Endless sands of Iraq

Chrystal walsh

The following editorial, written by Roundup staff writer Chrystal Walsh, won an honorable mention Oct. 16 in an on-the-spot competition sponsored by the Journalism Association of Community Colleges, which featured Southern California student reporters and photographers competing in 13 categories. The subject for the editorial-writing contest came from a news conference by Dennis Anderson, editor of a local newspaper and former Editor in Chief of the Roundup, who spoke and showed photographs of his time as an embedded reporter in the war in Iraq.

The mounting death toll and daily conflict adds to the growing uncertainty of a war as confusing as the shifting sands.

Questions loom in the minds of the public and they look to the media for clarity in the sandstorm of facts and images.

Is the media itself enlightening or obscuring the realities of war in the 21st century?

Dennis Anderson, editor of the Antelope Valley Press, traveled to Iraq to become ìembeddedî with the troops and perhaps shed some light on the troopsí predicament.

“It√≠s been a long and elliptical journey for the last 28 years,” said Anderson of his journalistic background.

Before Bush’s declaration of war on Iraq, post-9/11, Anderson said the Associated Press Bureau in Los Angeles was already discussing how to cover what was “expected.”

“There didn’t seem to be a question of whether there would be a war,” he said.

Half of America appeared to rejoice in the decision. For the rest, it was a slap in the face and a deepening of the division of the American public that began in the 2000 presidential race.

America’s attention was turned to a country the size of Montana, thousands of miles away.

Temperatures average around 125 degrees Fahrenheit in those remote lands during summer. Kuwait saw a record 152 degrees in May.

Desolation looms in endless waves of sand interrupted only by vast stretches of sky. The faces of the soldiers who live in tents for a year at a time convey humor and sometimes sadness.

These are the faces of the California National Guard Unit that Anderson was embedded with. These are his pictures.

“She’s a good soldier,” Anderson said of ‘Adventure Princess,’ as she’s known to her friends. She and her daughter entered the service after they dared each other. She’s one of 30 female volunteers of the 300-person unit.

The average age here is 34. That’s old compared to the Marine Corps, where the average age is just 22. Anderson√≠s son, 19, is enlisted in the Corps.

There are even a few men in their 60s.

“This is an unusual war. Forty percent of the troops are National Guard and Reserves from our home towns and communities,” he said.

They trained in barracks in central California built the same year that Pearl Harbor was bombed. They’ve been held back from what their superiors dubbed ‘suicide missions’ due to lack of equipment.

However, most of them, despite the absence of a link between Saddam and 9/11, believe they are fighting terrorism.

“Eighty percent are gung-ho to fulfill their commitment,” said Anderson. “It lessens the longer they’re here.”

He also said that many heated discussions about whether they’re ‘doing the right thing’ erupt at headquarters.

The right thing.

A picture hanging up at base says, “How about a nice cup of shut the f*** up,” illustrating the lowering of morale. One-hundred-foot trucks get stuck in the sand, and it’s “leave ’em or die with ’em.”

Troops follow the boot marks of other soldiers so they donít step on something that will blow them up.

This juxtaposes oddly with the picture of a colonel jogging alongside a lizard the size of a cocker spaniel or the amusement park called ‘Saddam Land.’

Media at home do not attempt to convey what the troops are going through. They report only the ‘bang bang’ factor.

As the sand muddles with the sky on the overcast morning in the picture of a Bedouin on a camel, waving to troops, it’s apparent it’s hard to know what the right thing is in war.

And it’s even more difficult to know whether the media portray an accurate depiction.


# Your instructions
Tally the lines below that contain the word "style", then give the tally alone.

# Data to examine
%%

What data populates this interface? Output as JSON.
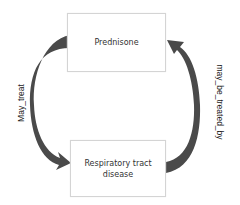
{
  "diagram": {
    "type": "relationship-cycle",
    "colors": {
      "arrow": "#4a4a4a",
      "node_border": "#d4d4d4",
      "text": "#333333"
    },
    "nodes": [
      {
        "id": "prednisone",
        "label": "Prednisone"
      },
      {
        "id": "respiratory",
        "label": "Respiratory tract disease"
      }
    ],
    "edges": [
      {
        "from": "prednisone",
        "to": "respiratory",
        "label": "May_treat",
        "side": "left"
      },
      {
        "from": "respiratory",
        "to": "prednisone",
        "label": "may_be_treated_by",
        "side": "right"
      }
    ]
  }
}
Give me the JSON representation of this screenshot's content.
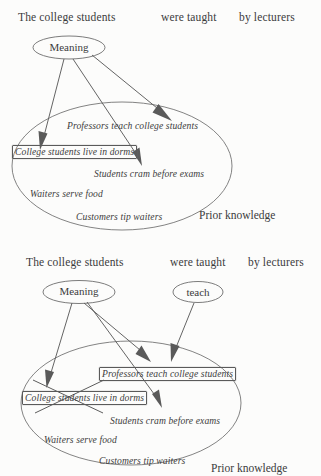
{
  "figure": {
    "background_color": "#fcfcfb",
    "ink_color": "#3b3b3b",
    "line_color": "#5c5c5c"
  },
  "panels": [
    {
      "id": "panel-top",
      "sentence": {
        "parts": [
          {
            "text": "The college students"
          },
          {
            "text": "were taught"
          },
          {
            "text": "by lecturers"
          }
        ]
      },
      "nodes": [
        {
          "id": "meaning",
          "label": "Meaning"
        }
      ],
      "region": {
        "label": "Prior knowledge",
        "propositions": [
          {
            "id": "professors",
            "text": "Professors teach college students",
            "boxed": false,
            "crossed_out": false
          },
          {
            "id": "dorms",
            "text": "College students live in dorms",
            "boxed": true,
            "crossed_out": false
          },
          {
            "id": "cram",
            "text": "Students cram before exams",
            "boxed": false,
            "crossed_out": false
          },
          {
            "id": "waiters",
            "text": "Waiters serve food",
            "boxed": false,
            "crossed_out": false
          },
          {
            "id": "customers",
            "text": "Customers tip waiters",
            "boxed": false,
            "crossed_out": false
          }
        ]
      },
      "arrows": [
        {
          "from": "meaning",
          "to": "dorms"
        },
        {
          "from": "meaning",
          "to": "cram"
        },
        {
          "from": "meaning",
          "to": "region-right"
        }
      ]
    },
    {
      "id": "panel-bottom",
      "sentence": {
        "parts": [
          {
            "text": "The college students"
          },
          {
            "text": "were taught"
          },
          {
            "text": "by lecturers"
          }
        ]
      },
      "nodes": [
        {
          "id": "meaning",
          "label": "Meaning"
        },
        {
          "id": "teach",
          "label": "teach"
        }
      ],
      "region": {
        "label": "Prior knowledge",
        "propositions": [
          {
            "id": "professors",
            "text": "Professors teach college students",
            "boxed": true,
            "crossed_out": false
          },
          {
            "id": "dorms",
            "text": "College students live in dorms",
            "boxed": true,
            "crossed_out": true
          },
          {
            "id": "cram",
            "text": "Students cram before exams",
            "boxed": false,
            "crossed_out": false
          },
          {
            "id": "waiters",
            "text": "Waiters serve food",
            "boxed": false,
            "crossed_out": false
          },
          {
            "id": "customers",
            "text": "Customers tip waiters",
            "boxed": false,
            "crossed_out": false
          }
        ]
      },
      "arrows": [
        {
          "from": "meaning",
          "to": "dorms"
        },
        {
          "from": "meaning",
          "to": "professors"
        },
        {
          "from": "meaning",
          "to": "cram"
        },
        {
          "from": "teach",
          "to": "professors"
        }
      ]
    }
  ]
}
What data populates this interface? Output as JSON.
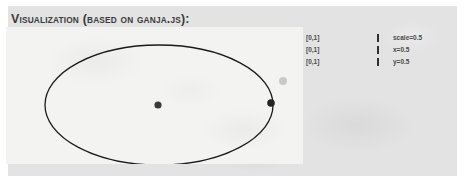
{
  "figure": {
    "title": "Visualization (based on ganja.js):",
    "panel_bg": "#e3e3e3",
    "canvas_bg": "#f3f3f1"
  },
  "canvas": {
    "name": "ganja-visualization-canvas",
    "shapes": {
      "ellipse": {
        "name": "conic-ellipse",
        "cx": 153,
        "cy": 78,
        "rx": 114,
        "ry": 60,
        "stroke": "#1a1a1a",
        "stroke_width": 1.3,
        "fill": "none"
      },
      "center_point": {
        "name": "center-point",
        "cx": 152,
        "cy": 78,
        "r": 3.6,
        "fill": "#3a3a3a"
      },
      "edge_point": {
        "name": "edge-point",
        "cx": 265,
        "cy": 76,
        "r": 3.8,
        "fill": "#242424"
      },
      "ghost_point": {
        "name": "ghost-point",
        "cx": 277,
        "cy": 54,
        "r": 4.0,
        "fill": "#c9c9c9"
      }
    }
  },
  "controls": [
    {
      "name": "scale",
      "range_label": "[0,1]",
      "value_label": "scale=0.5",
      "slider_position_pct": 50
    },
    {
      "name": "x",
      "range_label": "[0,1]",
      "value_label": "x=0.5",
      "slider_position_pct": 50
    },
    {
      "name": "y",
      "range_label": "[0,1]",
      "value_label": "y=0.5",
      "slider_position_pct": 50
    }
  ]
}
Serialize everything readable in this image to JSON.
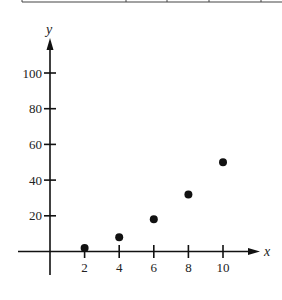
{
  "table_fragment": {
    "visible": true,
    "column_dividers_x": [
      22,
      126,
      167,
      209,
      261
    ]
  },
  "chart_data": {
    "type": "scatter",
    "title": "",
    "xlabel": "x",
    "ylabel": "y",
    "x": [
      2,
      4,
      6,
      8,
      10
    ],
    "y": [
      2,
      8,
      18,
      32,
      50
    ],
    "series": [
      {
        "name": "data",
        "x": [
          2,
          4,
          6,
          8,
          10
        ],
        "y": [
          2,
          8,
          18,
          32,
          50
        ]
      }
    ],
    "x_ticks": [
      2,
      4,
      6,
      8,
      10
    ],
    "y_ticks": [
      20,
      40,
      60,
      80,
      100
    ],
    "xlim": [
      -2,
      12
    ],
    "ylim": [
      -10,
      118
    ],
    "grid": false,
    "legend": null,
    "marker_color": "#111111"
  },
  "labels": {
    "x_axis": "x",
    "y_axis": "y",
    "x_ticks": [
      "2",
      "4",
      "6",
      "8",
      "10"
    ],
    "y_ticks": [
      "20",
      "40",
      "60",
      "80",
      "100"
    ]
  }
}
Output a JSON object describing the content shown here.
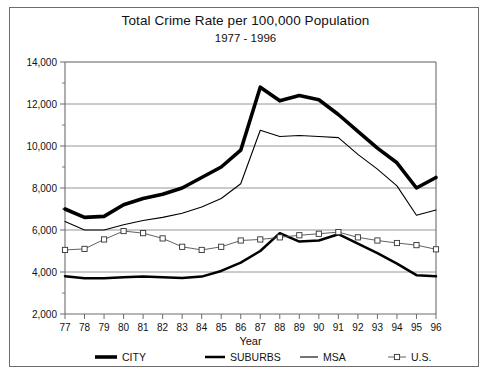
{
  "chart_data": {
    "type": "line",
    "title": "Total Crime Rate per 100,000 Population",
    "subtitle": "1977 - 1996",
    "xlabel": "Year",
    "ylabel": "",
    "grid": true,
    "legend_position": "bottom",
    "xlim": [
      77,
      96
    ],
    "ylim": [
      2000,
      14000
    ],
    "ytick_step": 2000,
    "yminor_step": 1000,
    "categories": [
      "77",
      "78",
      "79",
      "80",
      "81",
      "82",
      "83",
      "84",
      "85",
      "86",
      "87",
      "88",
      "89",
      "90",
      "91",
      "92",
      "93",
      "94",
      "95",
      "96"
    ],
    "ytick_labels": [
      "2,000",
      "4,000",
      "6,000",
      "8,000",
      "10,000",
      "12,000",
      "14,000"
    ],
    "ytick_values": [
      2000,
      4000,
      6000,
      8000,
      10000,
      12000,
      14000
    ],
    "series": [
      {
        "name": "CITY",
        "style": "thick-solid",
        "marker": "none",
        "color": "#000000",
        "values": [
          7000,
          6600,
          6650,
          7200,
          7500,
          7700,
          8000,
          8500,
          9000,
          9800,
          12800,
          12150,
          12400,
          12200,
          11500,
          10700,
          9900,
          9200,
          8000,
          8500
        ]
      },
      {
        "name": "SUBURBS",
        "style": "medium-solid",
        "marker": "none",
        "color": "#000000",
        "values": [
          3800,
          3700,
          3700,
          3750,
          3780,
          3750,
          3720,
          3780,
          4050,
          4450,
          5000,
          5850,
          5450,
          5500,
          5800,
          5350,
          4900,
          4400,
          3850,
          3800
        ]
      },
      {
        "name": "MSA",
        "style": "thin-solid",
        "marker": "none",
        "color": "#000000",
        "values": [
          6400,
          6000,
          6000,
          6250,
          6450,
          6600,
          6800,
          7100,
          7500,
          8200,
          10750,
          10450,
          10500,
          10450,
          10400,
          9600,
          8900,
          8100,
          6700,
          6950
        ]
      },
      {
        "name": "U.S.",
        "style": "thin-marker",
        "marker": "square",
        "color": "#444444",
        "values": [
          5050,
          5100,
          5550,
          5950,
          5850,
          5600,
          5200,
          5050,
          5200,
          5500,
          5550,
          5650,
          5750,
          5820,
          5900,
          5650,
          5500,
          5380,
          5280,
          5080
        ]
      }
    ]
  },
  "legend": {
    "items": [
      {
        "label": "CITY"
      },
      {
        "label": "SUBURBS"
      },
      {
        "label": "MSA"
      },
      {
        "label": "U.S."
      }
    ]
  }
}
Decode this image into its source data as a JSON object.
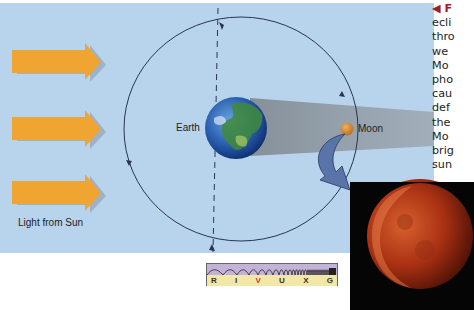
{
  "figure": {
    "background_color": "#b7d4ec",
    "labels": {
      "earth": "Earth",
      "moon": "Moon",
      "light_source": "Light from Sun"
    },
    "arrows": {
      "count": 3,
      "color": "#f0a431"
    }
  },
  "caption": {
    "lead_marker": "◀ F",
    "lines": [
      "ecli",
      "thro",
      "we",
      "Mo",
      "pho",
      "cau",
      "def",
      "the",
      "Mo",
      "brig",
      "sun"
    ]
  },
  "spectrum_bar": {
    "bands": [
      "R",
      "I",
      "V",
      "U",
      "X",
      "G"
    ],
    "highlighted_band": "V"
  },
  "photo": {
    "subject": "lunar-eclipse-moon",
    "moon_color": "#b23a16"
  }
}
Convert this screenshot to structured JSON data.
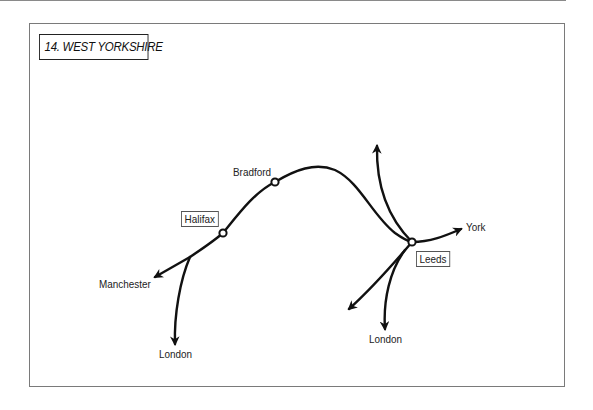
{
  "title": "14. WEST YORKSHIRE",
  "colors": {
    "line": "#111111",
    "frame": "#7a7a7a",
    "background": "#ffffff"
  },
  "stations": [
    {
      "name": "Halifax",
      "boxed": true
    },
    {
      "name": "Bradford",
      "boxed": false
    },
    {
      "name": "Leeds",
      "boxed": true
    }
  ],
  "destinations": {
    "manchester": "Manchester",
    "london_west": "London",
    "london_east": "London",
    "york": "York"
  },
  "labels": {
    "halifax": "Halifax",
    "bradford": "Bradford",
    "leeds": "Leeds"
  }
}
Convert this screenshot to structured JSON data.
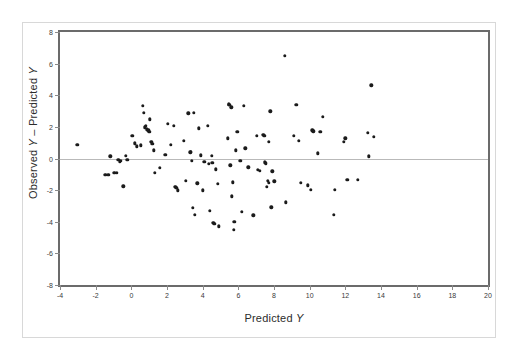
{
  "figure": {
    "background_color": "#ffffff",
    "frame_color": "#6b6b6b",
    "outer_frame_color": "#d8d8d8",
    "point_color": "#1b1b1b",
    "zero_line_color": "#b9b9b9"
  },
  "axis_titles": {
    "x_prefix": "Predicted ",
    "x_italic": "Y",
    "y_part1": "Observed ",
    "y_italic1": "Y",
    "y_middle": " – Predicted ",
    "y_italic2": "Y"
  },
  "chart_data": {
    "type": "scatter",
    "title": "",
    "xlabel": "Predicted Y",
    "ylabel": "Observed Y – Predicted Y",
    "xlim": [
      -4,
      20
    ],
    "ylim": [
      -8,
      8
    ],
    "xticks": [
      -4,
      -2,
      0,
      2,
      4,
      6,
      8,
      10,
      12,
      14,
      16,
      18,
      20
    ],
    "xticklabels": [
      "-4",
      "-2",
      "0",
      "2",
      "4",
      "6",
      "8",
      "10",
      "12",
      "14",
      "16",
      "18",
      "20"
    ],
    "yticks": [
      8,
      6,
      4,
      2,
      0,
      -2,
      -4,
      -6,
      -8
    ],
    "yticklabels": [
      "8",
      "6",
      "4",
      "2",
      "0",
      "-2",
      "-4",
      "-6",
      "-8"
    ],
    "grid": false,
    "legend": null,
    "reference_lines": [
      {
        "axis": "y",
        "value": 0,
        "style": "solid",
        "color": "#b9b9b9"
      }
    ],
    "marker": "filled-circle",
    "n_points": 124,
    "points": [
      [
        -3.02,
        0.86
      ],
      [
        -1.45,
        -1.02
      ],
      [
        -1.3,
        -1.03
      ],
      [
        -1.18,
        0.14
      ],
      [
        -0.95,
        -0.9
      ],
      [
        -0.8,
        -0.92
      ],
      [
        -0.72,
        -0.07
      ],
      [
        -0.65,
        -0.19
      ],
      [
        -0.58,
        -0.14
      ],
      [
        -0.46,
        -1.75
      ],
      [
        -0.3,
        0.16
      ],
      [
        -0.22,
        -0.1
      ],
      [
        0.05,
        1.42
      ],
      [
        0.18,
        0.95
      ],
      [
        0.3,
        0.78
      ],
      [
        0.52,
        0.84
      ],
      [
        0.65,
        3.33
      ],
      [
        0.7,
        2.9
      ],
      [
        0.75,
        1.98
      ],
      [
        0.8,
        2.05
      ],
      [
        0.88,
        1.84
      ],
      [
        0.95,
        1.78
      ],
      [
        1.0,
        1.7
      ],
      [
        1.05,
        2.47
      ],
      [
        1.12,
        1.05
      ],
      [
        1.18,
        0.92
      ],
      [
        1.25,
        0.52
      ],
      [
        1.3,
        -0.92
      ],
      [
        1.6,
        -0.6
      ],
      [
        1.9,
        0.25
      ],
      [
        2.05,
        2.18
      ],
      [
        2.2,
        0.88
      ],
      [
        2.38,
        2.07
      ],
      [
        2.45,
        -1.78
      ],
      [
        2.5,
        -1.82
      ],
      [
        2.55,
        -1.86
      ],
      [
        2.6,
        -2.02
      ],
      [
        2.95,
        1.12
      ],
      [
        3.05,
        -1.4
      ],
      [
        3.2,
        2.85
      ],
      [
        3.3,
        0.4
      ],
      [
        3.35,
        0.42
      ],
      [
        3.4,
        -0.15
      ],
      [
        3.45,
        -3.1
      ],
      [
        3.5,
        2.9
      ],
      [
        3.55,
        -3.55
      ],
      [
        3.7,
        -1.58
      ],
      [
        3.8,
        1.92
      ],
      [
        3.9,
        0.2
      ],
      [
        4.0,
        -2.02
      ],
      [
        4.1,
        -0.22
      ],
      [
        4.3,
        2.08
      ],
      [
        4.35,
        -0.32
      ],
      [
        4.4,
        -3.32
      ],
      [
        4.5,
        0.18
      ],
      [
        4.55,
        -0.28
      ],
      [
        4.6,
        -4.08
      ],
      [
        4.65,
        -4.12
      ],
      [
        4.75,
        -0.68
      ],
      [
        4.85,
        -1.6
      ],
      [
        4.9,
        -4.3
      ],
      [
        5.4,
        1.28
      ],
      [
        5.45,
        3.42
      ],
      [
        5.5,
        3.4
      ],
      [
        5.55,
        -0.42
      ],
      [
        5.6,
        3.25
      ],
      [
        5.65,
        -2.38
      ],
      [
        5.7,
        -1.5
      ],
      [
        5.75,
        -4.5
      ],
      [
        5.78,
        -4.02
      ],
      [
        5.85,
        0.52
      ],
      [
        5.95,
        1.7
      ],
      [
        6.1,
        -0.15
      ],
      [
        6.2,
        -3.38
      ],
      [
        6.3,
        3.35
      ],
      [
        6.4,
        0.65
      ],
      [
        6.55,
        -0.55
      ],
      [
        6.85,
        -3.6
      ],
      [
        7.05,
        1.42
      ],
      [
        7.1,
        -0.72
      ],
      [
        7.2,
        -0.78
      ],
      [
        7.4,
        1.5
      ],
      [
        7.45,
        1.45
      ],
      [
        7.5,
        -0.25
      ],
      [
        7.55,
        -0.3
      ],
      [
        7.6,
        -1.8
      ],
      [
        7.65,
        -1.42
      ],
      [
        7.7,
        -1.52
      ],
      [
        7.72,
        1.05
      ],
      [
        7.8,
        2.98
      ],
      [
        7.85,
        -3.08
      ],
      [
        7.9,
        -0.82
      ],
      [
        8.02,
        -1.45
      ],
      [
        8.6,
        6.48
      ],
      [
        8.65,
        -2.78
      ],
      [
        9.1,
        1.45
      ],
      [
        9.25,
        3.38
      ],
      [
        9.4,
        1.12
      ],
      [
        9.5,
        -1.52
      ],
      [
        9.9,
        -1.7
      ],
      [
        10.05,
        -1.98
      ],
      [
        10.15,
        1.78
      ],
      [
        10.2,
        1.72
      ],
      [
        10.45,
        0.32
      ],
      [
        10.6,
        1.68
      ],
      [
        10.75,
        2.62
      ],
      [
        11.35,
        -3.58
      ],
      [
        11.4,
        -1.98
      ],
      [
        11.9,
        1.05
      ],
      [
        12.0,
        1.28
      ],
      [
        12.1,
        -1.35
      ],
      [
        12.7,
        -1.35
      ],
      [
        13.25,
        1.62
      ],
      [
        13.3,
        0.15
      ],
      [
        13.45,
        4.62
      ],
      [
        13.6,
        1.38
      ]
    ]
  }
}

%%

# Exercise response
5